There are songs about love of course, a still mysterious, if hopeful, negotiation. But in “Bolivia,” for example, Drexler addresses a very personal story as he sings about his grandparents and his father, then just four years old, finding refuge in Bolivia after escaping Germany and the Nazi horrors in 1939 (his family lived in Oruro for eight years before moving to Montevideo, Uruguay). And in the ironic “La Plegaria del Paparazzo” (The Paparazzo Prayer) he asks God to help him find “the nose, the shamelessness and the patience” needed to stalk his prey, mocking those who make a living getting “gotcha” pictures for trashy magazines. In “Data Data” he addresses the avarice of the times singing about “the greed of glamour and the glamour of greed,” and in “La Luna de Rasquí” (The Moon of Rasqui) Drexler tips his hat to the great Venezuelan singer and songwriter Simón Díaz, who passed away in February of this year .

Drexler began to write songs in 1989, while still a medical student, and released his first album, La luz que sabe robar, in 1992 — the year he also graduated with a specialty in otolaryngology (ear-nose-throat). After releasing his second album, Radar (1994), he moved to Spain, where he recorded his third album Vaivén (1996), which features collaborations with Joaquín Sabina, Luis Eduardo Aute, and Javier Álvarez.

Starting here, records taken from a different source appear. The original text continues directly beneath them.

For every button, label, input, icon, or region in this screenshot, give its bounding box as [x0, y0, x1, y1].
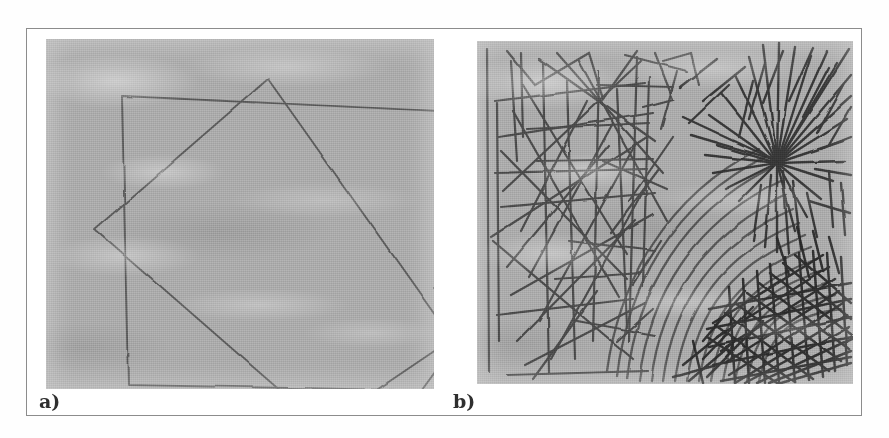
shape-rotated-square — [95, 79, 434, 389]
panel-a-label: a) — [39, 392, 60, 411]
region-spiky-starburst — [681, 43, 851, 253]
panel-b-photo — [477, 41, 853, 384]
panel-a-photo — [46, 39, 434, 389]
region-zigzag-line-network — [487, 49, 699, 379]
figure-root: a) — [0, 0, 889, 438]
figure-panel-b: b) — [445, 29, 863, 417]
panel-b-label: b) — [453, 392, 475, 411]
shape-axis-aligned-square — [122, 96, 434, 389]
shape-stray-line-right — [403, 339, 434, 389]
figure-panel-a: a) — [27, 29, 445, 417]
panel-a-sketch — [46, 39, 434, 389]
panel-b-sketch — [477, 41, 853, 384]
figure-frame: a) — [26, 28, 862, 416]
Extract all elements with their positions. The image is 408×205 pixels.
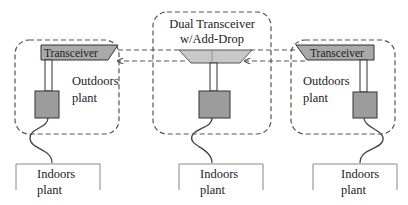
add-drop-unit <box>179 50 252 63</box>
left-site: Transceiver Outdoors plant Indoors plant <box>16 45 119 197</box>
right-outdoor-unit <box>353 92 377 118</box>
center-indoors-label-2: plant <box>200 183 226 197</box>
left-cable <box>30 118 52 163</box>
left-outdoors-label-2: plant <box>72 91 98 105</box>
right-cable <box>360 118 383 163</box>
left-mast <box>45 60 52 91</box>
right-site: Transceiver Outdoors plant Indoors plant <box>296 45 397 197</box>
left-indoors-label-1: Indoors <box>37 167 75 181</box>
left-transceiver-label: Transceiver <box>44 47 98 59</box>
center-mast <box>210 63 217 91</box>
network-diagram: Transceiver Outdoors plant Indoors plant… <box>0 0 408 205</box>
right-transceiver-label: Transceiver <box>310 47 364 59</box>
center-title-line2: w/Add-Drop <box>180 32 244 46</box>
right-outdoors-label-2: plant <box>303 91 329 105</box>
center-indoors-label-1: Indoors <box>200 167 238 181</box>
left-indoors-label-2: plant <box>37 183 63 197</box>
right-outdoors-label-1: Outdoors <box>303 74 350 88</box>
center-title-line1: Dual Transceiver <box>169 17 256 31</box>
center-site: Dual Transceiver w/Add-Drop Indoors plan… <box>169 17 263 197</box>
right-mast <box>360 60 367 92</box>
center-cable <box>192 118 212 163</box>
center-outdoor-unit <box>199 91 230 118</box>
left-outdoors-label-1: Outdoors <box>72 74 119 88</box>
right-indoors-label-2: plant <box>341 183 367 197</box>
right-indoors-label-1: Indoors <box>341 167 379 181</box>
left-outdoor-unit <box>35 91 59 118</box>
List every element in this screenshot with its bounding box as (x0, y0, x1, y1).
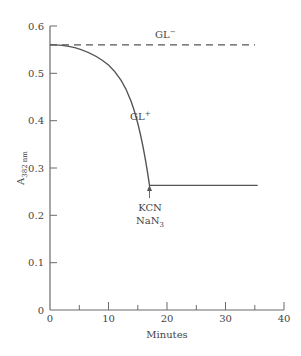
svg-text:0.4: 0.4 (28, 115, 44, 126)
svg-text:0.6: 0.6 (28, 21, 44, 32)
svg-text:0.5: 0.5 (28, 68, 44, 79)
series-gl-plus-label: GL+ (130, 110, 151, 122)
x-ticks (79, 302, 284, 310)
chart: 0.6 0.5 0.4 0.3 0.2 0.1 0 0 10 20 30 40 … (0, 0, 301, 356)
annotation-kcn: KCN (138, 202, 162, 213)
annotation-nan3: NaN3 (136, 215, 164, 229)
series-gl-plus-line (50, 45, 258, 186)
svg-text:0.3: 0.3 (28, 163, 44, 174)
y-tick-labels: 0.6 0.5 0.4 0.3 0.2 0.1 0 (28, 21, 44, 316)
y-ticks (50, 26, 57, 263)
svg-text:10: 10 (102, 313, 115, 324)
svg-text:30: 30 (219, 313, 232, 324)
svg-text:0.1: 0.1 (28, 257, 44, 268)
svg-text:0: 0 (47, 313, 53, 324)
svg-text:A382 nm: A382 nm (15, 151, 29, 186)
svg-text:0: 0 (38, 305, 44, 316)
svg-text:0.2: 0.2 (28, 210, 44, 221)
y-axis-label: A382 nm (15, 151, 29, 186)
svg-text:40: 40 (278, 313, 291, 324)
x-axis-label: Minutes (146, 329, 187, 340)
series-gl-minus-label: GL− (155, 28, 176, 40)
svg-text:20: 20 (161, 313, 174, 324)
inhibitor-arrow-annotation: KCN NaN3 (136, 185, 164, 229)
x-tick-labels: 0 10 20 30 40 (47, 313, 291, 324)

Drexler got sudden global attention in 2005 when he received an Oscar for the song "Al otro lado del río" (The Other Side of the River), from the film The Motorcycle Diaries. He also made history: It was the first song in Spanish to ever win an Academy Award.

In recent years, Drexler has not only continued to write, record and perform songs, but has composed music for film and ballet (the Ballet Nacional del Sodre, directed by Julio Bocca); debuted as an actor in a leading role in the film La Suerte en tus Manos (Luck in your Hands, Daniel Burman, 2012) and that year, he also experimented with music and new technology in his project “App N,” a smart phone application that allowed users to interact with three of his songs, recomposing them on the fly, in real time.
“That was an adventure .. that gave me the vibrant sensation of opening an absolutely new path, something never done before with songs ... very cerebral and requiring great patience and planning,” says Drexler.

“In some ways, Bailar En La Cueva is searching in the opposite direction: looking for a direct, immediate emotional relation between movement and the music we’ve been doing. These are tight, compact songs in which the feet and the emotions rule over the brain.”